Tensions between the United States and China are the name of the game. Image: iStock

In A Grand Strategy: Countering China, Taming Technology and Restoring the Media (Brick Tower Press, 267 pages), William J Holstein weaves together three great themes that have emerged from his long career as a journalist.

These are the threat that China poses to the American advantage; big tech’s complicity in its own eclipse by China; and the degradation of the media, which has made it more difficult for us to comprehend what’s going on.

In a follow-up to his 2019 book The New Art of War: China’s Deep Strategy Inside the United States, he lays out the first problem right up front by “spitting out the truths that few want to hear,” starting with:

We Americans are losing ground to a centrally orchestrated strategy by the Chinese government to strip us of our technological, economic – and therefore strategic – advantage.

No war will ever be necessary. The Chinese government will have developed such technological, economic – and therefore military – power that we will not be able to even contemplate the possibility.

Our institutions have been unable to formulate a response not only because of our own intellectual confusion about China’s rise under President Xi Jinping, but also because our computer systems have been thoroughly hacked, and spies have been implanted in our companies and governmental institutions.

The simpletons who have led our response to China have been completely out of their depth.

Five years ago, this would have been a radical call to arms, but today it is consensus American thinking. It is the one issue that unites Democrats and Republicans.

Nevertheless, it is worth going back to the beginning to understand how a veteran correspondent with nearly half a century of experience in East Asia and around the world reached his conclusions and what he thinks must be done.

On assignment in China, Japan, South Korea, Germany, Russia, Afghanistan, several other foreign countries and back in the United States, Holstein’s on-site reporting of such developments as the rise of East Asia, the decline of American manufacturing, the rapid advance of technology gave him an extensive and practically-informed background against which to view current issues.

The author in a supplied photo.

The new book is divided into three parts: Setting the Stage, which describes his personal development as a journalist; The Big Stories that have defined our age; and The Grand Strategy, or What Must Be Done.

It is enlivened by tales of CIA and KGB agents in China, kidnappers in the Philippines, adventures in Afghanistan, an eye-opening experience in South Africa, anti-Vietnam War demonstrations, and even the wreck of the Edmund Fitzgerald. He’s had quite a ride.

By the late 1980s, the impact of the Asian economic miracle was beginning to be felt. Having seen Asia, and seeing the writing on the wall in America, Holstein “in a book proposal that never sold” wrote:

The upper tier of well-educated, well-traveled and multicultural Americans are going to enjoy many years of prosperity. For them, the opportunities are enormous. My fear is that broad cross sections of other Americans do not fully understand the new rules of this global game. As a result, they are going to lose and keep losing.

Back then, he was well ahead of his time.

From the student newspaper at Michigan State through stints at local and regional newspapers, many years at United Press International, a brief diversion into corporate PR and a return to journalism at Business Week and US News & World Report, Holstein takes the reader on a tour of classic news reporting. The book is worth reading for this alone.

Along the way, he developed a keen interest in the role and responsibility of the free press – and a growing sense of alarm as it was eroded by the finance-driven consolidation of newspapers and magazines, the rise of politically motivated fake news, and the power of social media.

He warns that the news media have abdicated their “critical role of playing arbiter or gatekeeper – to help sort out truth from fiction, to help interpret the flood of information that exists in the world.”

Holstein has covered many Big Stories, but his main argument proceeds from chapters entitled “Stumbling into China’s Modernization” to “The Great Japan Debate” and “The South Korean Miracle” to “General Motors, Industrial Policy, and Globalization” and, finally, to “How America’s China Dream Turned Sour.”

In this context, he discusses the largely unchecked power of big technology companies and the need for them to help us compete against China” rather than profit from sales to a dictatorship intent on stealing their IP and eating their lunch.

Jacket image courtesy Brick Tower Press

Government, he says, “has to establish a framework of acceptable behavior and be able to decide when Big Tech has crossed a line in the sand.”

This would be the leading edge of a responsible industrial policy aimed at revitalizing the American economy and closing the gap between the haves and have-nots.

There is more – including discussions of semiconductors, rare earths, telecom networks and computing systems – all in the context of “a complete and coherent strategy toward China.”

Holstein’s final points are that America needs to get its act together, organize itself for competition, stop fighting itself and create “a society that all participants believe in.”

“This ‘game’ will never be over. This is a multigenerational challenge we will hand down to our children and grandchildren.”

William Holstein is living testimony to the fact that the flow of information and commentary has not been and is not likely to be stifled, by the Chinese Communist Party or anyone else, as long as we take his warnings seriously.

Scott Foster is an analyst with Lightstream Research, Tokyo.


▸ What to do: Your copy should match the entries exactly, with the pictures left out.

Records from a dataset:
/---

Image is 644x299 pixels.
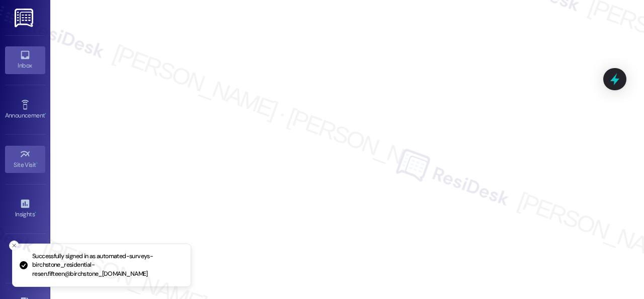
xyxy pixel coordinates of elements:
a: Buildings [5,245,45,271]
a: Site Visit • [5,146,45,173]
a: Inbox [5,46,45,74]
p: Successfully signed in as automated-surveys-birchstone_residential-resen.fifteen@birchstone_[DOMA... [32,252,183,279]
span: • [44,110,46,117]
button: Close toast [9,241,19,250]
span: • [36,160,38,167]
a: Insights • [5,195,45,222]
img: ResiDesk Logo [15,9,36,28]
span: • [35,209,36,216]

\---

▸ Result of this task:
Image is 644x299 pixels.
xyxy pixel coordinates of elements:
a: Buildings [5,245,45,271]
a: Site Visit • [5,146,45,173]
a: Inbox [5,46,45,74]
p: Successfully signed in as automated-surveys-birchstone_residential-resen.fifteen@birchstone_[DOMA... [32,252,183,279]
span: • [44,110,46,117]
button: Close toast [9,241,19,250]
span: • [36,160,38,167]
a: Insights • [5,195,45,222]
img: ResiDesk Logo [15,9,36,28]
span: • [35,209,36,216]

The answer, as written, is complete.